Commercial Bank Lending Data during the Crisis: Handle with Care

by Silvio Contessi and Hoda El-Ghazaly

Since the financial crisis began in mid-2007, media sources and academics alike have scrutinized data from the banking sector to understand how lending to consumers and firms has changed. The graph shows total loans and leases by commercial banks and their components: real estate loans, individual loans, commercial and industrial loans, and other loans. This measure is part of the H.8 data, which provide weekly aggregate balance sheet data for commercial banks with a charter in the United States.1

If considered over the past three decades, the series appears approximately on trend but slightly erratic during the current recession; total loans and leases remains fairly constant until the end of 2008:Q3, when it increases sharply and then declines.

If our goal is to understand changes in lending dynamics, particularly over the past few quarters, do the graph series imply that commercial bank lending increased in the last few months of 2008 and then bank lending to the public contracted? Not quite. Several reasons suggest reading such data with extreme care.2

First, existing loans and leases at each point in time are equilibrium quantities that depend on the interaction between the supply and demand of credit. Whether the observed decrease in the series is caused by banks restricting their lending or by borrowers demanding less credit during a major recession remains unclear.

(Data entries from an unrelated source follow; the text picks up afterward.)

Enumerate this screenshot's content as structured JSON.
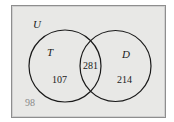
{
  "diagram": {
    "type": "venn",
    "universe_label": "U",
    "sets": [
      {
        "label": "T",
        "only_count": "107"
      },
      {
        "label": "D",
        "only_count": "214"
      }
    ],
    "intersection_count": "281",
    "outside_count": "98",
    "colors": {
      "background": "#e8e8e6",
      "outline": "#1a1a1a",
      "outside_text": "#8a8a8a"
    }
  }
}
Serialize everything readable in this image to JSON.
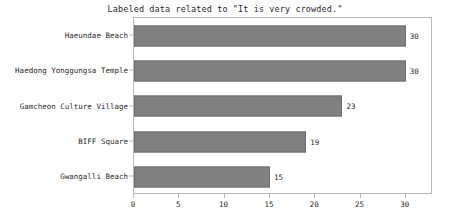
{
  "chart_data": {
    "type": "bar",
    "orientation": "horizontal",
    "title": "Labeled data related to \"It is very crowded.\"",
    "xlabel": "",
    "ylabel": "",
    "categories": [
      "Haeundae Beach",
      "Haedong Yonggungsa Temple",
      "Gamcheon Culture Village",
      "BIFF Square",
      "Gwangalli Beach"
    ],
    "values": [
      30,
      30,
      23,
      19,
      15
    ],
    "data_labels": [
      "30",
      "30",
      "23",
      "19",
      "15"
    ],
    "xticks": [
      0,
      5,
      10,
      15,
      20,
      25,
      30
    ],
    "xtick_labels": [
      "0",
      "5",
      "10",
      "15",
      "20",
      "25",
      "30"
    ],
    "xlim": [
      0,
      33
    ],
    "grid": false,
    "legend": false,
    "bar_color": "#808080",
    "bar_edge_color": "#6e6e6e",
    "axes_color": "#b9b9b9",
    "text_color": "#2a2a2a",
    "background_color": "#ffffff"
  }
}
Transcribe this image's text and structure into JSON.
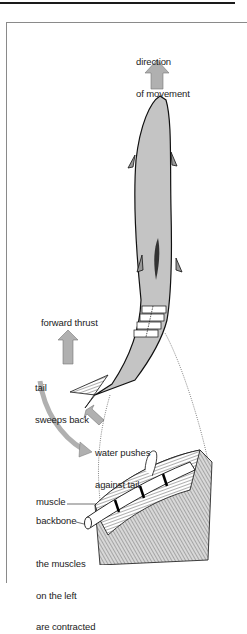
{
  "figure": {
    "labels": {
      "direction_line1": "direction",
      "direction_line2": "of movement",
      "forward_thrust": "forward thrust",
      "tail_line1": "tail",
      "tail_line2": "sweeps back",
      "water_line1": "water pushes",
      "water_line2": "against tail",
      "muscle": "muscle",
      "backbone": "backbone",
      "muscles_line1": "the muscles",
      "muscles_line2": "on the left",
      "muscles_line3": "are contracted"
    },
    "colors": {
      "fish_body": "#c4c4c4",
      "arrow": "#b0b0b0",
      "outline": "#111111",
      "frame": "#8a8a8a"
    }
  }
}
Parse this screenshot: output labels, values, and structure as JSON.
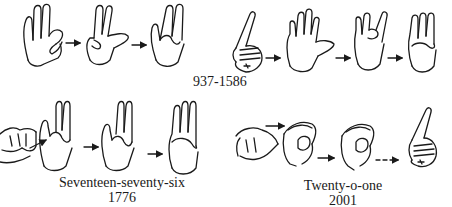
{
  "figure": {
    "groups": [
      {
        "id": "937-1586",
        "caption_lines": [
          "937-1586"
        ],
        "hands": 7,
        "arrows": [
          "solid",
          "solid",
          "solid",
          "solid",
          "solid"
        ]
      },
      {
        "id": "1776",
        "caption_lines": [
          "Seventeen-seventy-six",
          "1776"
        ],
        "hands": 4,
        "arrows": [
          "solid",
          "solid",
          "solid"
        ]
      },
      {
        "id": "2001",
        "caption_lines": [
          "Twenty-o-one",
          "2001"
        ],
        "hands": 4,
        "arrows": [
          "solid",
          "solid",
          "dashed"
        ]
      }
    ]
  },
  "labels": {
    "top_caption": "937-1586",
    "bottom_left_caption": "Seventeen-seventy-six",
    "bottom_left_number": "1776",
    "bottom_right_caption": "Twenty-o-one",
    "bottom_right_number": "2001"
  },
  "colors": {
    "ink": "#1a1a1a",
    "background": "#ffffff"
  }
}
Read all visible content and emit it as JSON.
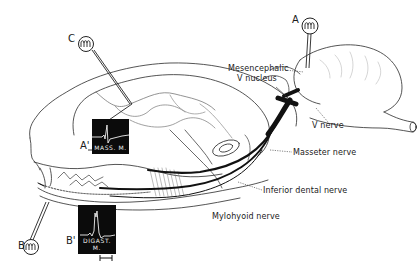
{
  "figure": {
    "colors": {
      "ink": "#1a1a1a",
      "nerve": "#111111",
      "scope_bg": "#0b0b0b",
      "trace": "#f0f0f0",
      "background": "#ffffff"
    }
  },
  "electrodes": [
    {
      "id": "A",
      "label": "A",
      "target": "Mesencephalic V nucleus"
    },
    {
      "id": "B",
      "label": "B",
      "target": "mandible / inferior dental nerve"
    },
    {
      "id": "C",
      "label": "C",
      "target": "cortex"
    }
  ],
  "recordings": [
    {
      "id": "A_prime",
      "marker": "A'",
      "caption": "MASS. M."
    },
    {
      "id": "B_prime",
      "marker": "B'",
      "caption": "DIGAST. M."
    }
  ],
  "labels": {
    "mesencephalic": "Mesencephalic",
    "v_nucleus": "V nucleus",
    "v_nerve": "V nerve",
    "masseter_nerve": "Masseter nerve",
    "inferior_dental_nerve": "Inferior dental nerve",
    "mylohyoid_nerve": "Mylohyoid nerve"
  },
  "scale_bar": {
    "present": true
  }
}
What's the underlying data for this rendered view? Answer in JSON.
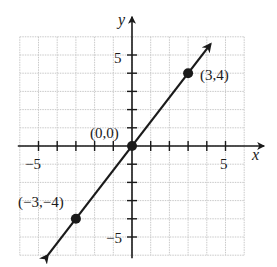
{
  "chart_data": {
    "type": "line",
    "title": "",
    "xlabel": "x",
    "ylabel": "y",
    "xlim": [
      -6,
      6
    ],
    "ylim": [
      -6,
      6
    ],
    "grid": true,
    "x_ticks_labeled": [
      -5,
      5
    ],
    "y_ticks_labeled": [
      5,
      -5
    ],
    "tick_labels": {
      "x_neg": "−5",
      "x_pos": "5",
      "y_pos": "5",
      "y_neg": "−5"
    },
    "series": [
      {
        "name": "y = 4/3 x",
        "x": [
          -4.5,
          4.2
        ],
        "y": [
          -6,
          5.6
        ],
        "arrows": "both"
      }
    ],
    "points": [
      {
        "x": -3,
        "y": -4,
        "label": "(−3,−4)"
      },
      {
        "x": 0,
        "y": 0,
        "label": "(0,0)"
      },
      {
        "x": 3,
        "y": 4,
        "label": "(3,4)"
      }
    ]
  },
  "colors": {
    "grid": "#c9c9c9",
    "ink": "#1a1a1a",
    "background": "#ffffff"
  }
}
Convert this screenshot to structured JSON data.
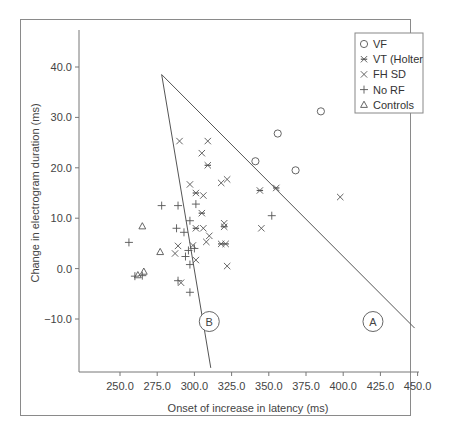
{
  "chart_data": {
    "type": "scatter",
    "title": "",
    "xlabel": "Onset of increase in latency (ms)",
    "ylabel": "Change in electrogram duration (ms)",
    "xlim": [
      222.5,
      450
    ],
    "ylim": [
      -20,
      47
    ],
    "x_ticks": [
      "250.0",
      "275.0",
      "300.0",
      "325.0",
      "350.0",
      "375.0",
      "400.0",
      "425.0",
      "450.0"
    ],
    "y_ticks": [
      "40.0",
      "30.0",
      "20.0",
      "10.0",
      "0.0",
      "-10.0"
    ],
    "grid": false,
    "legend_position": "upper right",
    "legend": [
      "VF",
      "VT (Holter",
      "FH SD",
      "No RF",
      "Controls"
    ],
    "series": [
      {
        "name": "VF",
        "marker": "circle",
        "points": [
          [
            341,
            21.3
          ],
          [
            356,
            26.8
          ],
          [
            368,
            19.5
          ],
          [
            385,
            31.2
          ]
        ]
      },
      {
        "name": "VT (Holter",
        "marker": "asterisk-x",
        "points": [
          [
            309,
            20.5
          ],
          [
            301,
            15.0
          ],
          [
            305,
            11.0
          ],
          [
            301,
            8.0
          ],
          [
            320,
            8.3
          ],
          [
            318,
            4.9
          ],
          [
            321,
            4.9
          ],
          [
            344,
            15.5
          ],
          [
            355,
            16.0
          ]
        ]
      },
      {
        "name": "FH SD",
        "marker": "x",
        "points": [
          [
            290,
            25.3
          ],
          [
            309,
            25.3
          ],
          [
            305,
            22.9
          ],
          [
            297,
            16.7
          ],
          [
            306,
            14.5
          ],
          [
            318,
            17.0
          ],
          [
            322,
            17.7
          ],
          [
            289,
            4.5
          ],
          [
            287,
            3.0
          ],
          [
            291,
            -2.8
          ],
          [
            299,
            4.6
          ],
          [
            301,
            1.7
          ],
          [
            308,
            5.3
          ],
          [
            310,
            6.5
          ],
          [
            320,
            9.0
          ],
          [
            322,
            0.5
          ],
          [
            345,
            8.0
          ],
          [
            398,
            14.2
          ],
          [
            306,
            8.0
          ]
        ]
      },
      {
        "name": "No RF",
        "marker": "plus",
        "points": [
          [
            256,
            5.2
          ],
          [
            260,
            -1.5
          ],
          [
            278,
            12.5
          ],
          [
            289,
            12.5
          ],
          [
            293,
            7.2
          ],
          [
            288,
            8.0
          ],
          [
            297,
            9.5
          ],
          [
            296,
            3.6
          ],
          [
            294,
            2.4
          ],
          [
            297,
            0.8
          ],
          [
            300,
            4.0
          ],
          [
            289,
            -2.4
          ],
          [
            297,
            -4.7
          ],
          [
            265,
            -1.4
          ],
          [
            352,
            10.5
          ],
          [
            301,
            12.8
          ]
        ]
      },
      {
        "name": "Controls",
        "marker": "triangle",
        "points": [
          [
            265,
            8.4
          ],
          [
            277,
            3.3
          ],
          [
            262,
            -1.3
          ],
          [
            266,
            -0.6
          ]
        ]
      }
    ],
    "lines": [
      {
        "name": "A",
        "from": [
          278,
          38.5
        ],
        "to": [
          448,
          -11.8
        ]
      },
      {
        "name": "B",
        "from": [
          278,
          38.5
        ],
        "to": [
          311,
          -19.7
        ]
      }
    ],
    "annotations": [
      {
        "label": "A",
        "x": 420,
        "y": -10.5
      },
      {
        "label": "B",
        "x": 310,
        "y": -10.5
      }
    ]
  }
}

Second, commercial banks are responsible for only a fraction (about 35 percent) of financial intermediation in the U.S. economy.3 The H.8 release does not include the loans of other intermediaries (thrifts and non-depository institutions); therefore, just because we do not observe a large contraction in this volume of total loans and leases does not mean that a contraction in the overall economy has not occurred. In fact, evidence suggests that other credit markets have been severely strained.4



Third, since the onset of the crisis, several financial services companies and thrifts that made loans to consumers and firms (but whose loans were not included in the H.8 release) have either become commercial banks or have been acquired by commercial banks. When a commercial bank acquires a thrift, an insurance company, or another financial firm, the loans of the target (acquired) company suddenly appear as additional commercial bank loans even though no real change in credit took place in the economy. Many such transactions have occurred since the crisis began, creating an upward shift to the series that cannot be interpreted as an increase in lending. (Take, for example the acquisition of the banking operations of Washington Mutual by JPMorgan Chase on September 25, 2008.)

Fourth, evidence indicates that firms and individuals are taking advantage of their previously unused (but committed) bank credit lines, just as they did in previous periods of credit contraction.5 If banks grant only a handful of new loans but borrowers continue to draw from existing lines of credit available at commercial banks, the end result would appear to be an increase in lending. At the same time, commercial banks may be withdrawing part of their commitments, which would not be recorded in balance sheet and H.8 data.

Finally, this series may be affected by the programs implemented by the Treasury and the Federal Reserve (for example, the Troubled Asset Relief Program or the Term Auction Facility), and may have been very different without these interventions.

These caveats indicate that caution is necessary when making inferences based solely on aggregate loans data.


Notes

1 The value of loans in the H.8 is a good approximation of aggregate measures because large banks regularly report their loan status. The 70 banks that comprise the top percentile of commercial banks based on total assets made up about 73 percent of total loans in 2009:Q1.

2 See Contessi, Silvio and Francis, Johanna L. "U.S. Commercial Bank Lending through 2008:Q4: New Evidence from Gross Credit Flows." Working Paper No. 2009-011B, Federal Reserve Bank of St. Louis, April 2009; http://research.stlouisfed.org/wp/2009/2009-011.pdf.

3 Feldman, Ron and Lueck, Mark. "Are Banks Really Dying This Time? An Update of Boyd and Gertler." Federal Reserve Bank of Minneapolis The Region, September 2007, pp. 6-9 and 42-51; www.minneapolisfed.org/pubs/region/07-09/banks.pdf.

4 Duke, Elizabeth A. "Containing the Crisis and Promoting Economic Recovery." Presented at Women in Housing and Finance Annual Meeting, June 15, 2009; www.federalreserve.gov/newsevents/speech/duke20090616a.htm.

5 See Morgan, Donald P. "Bank Credit Commitments: Protection from a Crunch?" Federal Reserve Bank of Kansas City Economic Review, September/October 1990, 75(5), pp. 51-59; www.kc.frb.org/PUBLICAT/ECONREV/EconRevArchive/1990/3-4q90morg.pdf.


© 2009, Federal Reserve Bank of St. Louis. The views expressed are those of the author(s) and do not necessarily reflect official positions of the Federal Reserve Bank of St. Louis or the Federal Reserve System.